Points and picas are normal for setting type in layouts for printed pages (newspapers, magazines, etc). In that realm the baseline grid, columns, etc matter more than the physical size of letters.
That points and picas stuff doesn't translate well to sign design. The physical size of the letters matters more there. If a customer wants a set of 24" tall channel letters the physical cap letter height has to be 24" tall, not some fraction of 24" and the remainder being varying amounts of invisible space depending on what typeface was chosen.
CorelDRAW doesn't have an option for sizing letters according to cap letter height, much less any added options for lowercase height. It isn't difficult to manually size a dummy cap letter like "E" to a desired height and copy the values to other text objects. I like how CorelDRAW allows text objects to be aligned to other objects via their baselines (as well as distribute multiple artistic text objects via baselines). I wish Adobe Illustrator could do that. Gotta fart with Smart Guides and manually snapping text objects to other things instead.
A couple or so versions ago Adobe Illustrator added some font height options; it defaults to the normal Em box but has options for cap letter height, lowercase letter height and the ICF box. Illustrator's implementation works reasonably well, but not always. It depends on the chosen font. The same has been true for Flexi and CASmate before that.
Every font file has built in dimensions to define baseline, cap height line, ascender and descender. At first glance it would seem easy for a graphics app to compute the difference between baseline and cap line and arrive at a solution for sizing letters according to physical cap letter size. Unfortunately not all fonts have their cap letters align neatly to the cap letter line. Plenty of sans serif fonts will undershoot or even overshoot the cap letter line. Certain scripts, such as Bickham Script Pro dramatically undershoot the cap letter line; I guess that is done to make room for all the big swooshes in those alternate characters.
So, in the end, there is no neat, one-size-fits-all solution to this problem.
That points and picas stuff doesn't translate well to sign design. The physical size of the letters matters more there. If a customer wants a set of 24" tall channel letters the physical cap letter height has to be 24" tall, not some fraction of 24" and the remainder being varying amounts of invisible space depending on what typeface was chosen.

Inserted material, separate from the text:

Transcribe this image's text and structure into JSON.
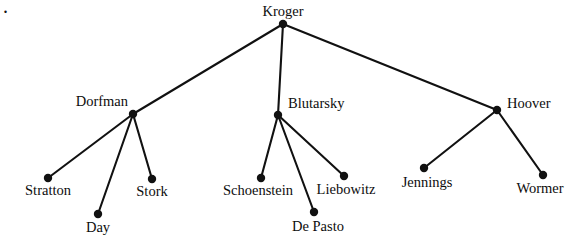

CorelDRAW doesn't have an option for sizing letters according to cap letter height, much less any added options for lowercase height. It isn't difficult to manually size a dummy cap letter like "E" to a desired height and copy the values to other text objects. I like how CorelDRAW allows text objects to be aligned to other objects via their baselines (as well as distribute multiple artistic text objects via baselines). I wish Adobe Illustrator could do that. Gotta fart with Smart Guides and manually snapping text objects to other things instead.
A couple or so versions ago Adobe Illustrator added some font height options; it defaults to the normal Em box but has options for cap letter height, lowercase letter height and the ICF box. Illustrator's implementation works reasonably well, but not always. It depends on the chosen font. The same has been true for Flexi and CASmate before that.
Every font file has built in dimensions to define baseline, cap height line, ascender and descender. At first glance it would seem easy for a graphics app to compute the difference between baseline and cap line and arrive at a solution for sizing letters according to physical cap letter size. Unfortunately not all fonts have their cap letters align neatly to the cap letter line. Plenty of sans serif fonts will undershoot or even overshoot the cap letter line. Certain scripts, such as Bickham Script Pro dramatically undershoot the cap letter line; I guess that is done to make room for all the big swooshes in those alternate characters.
So, in the end, there is no neat, one-size-fits-all solution to this problem.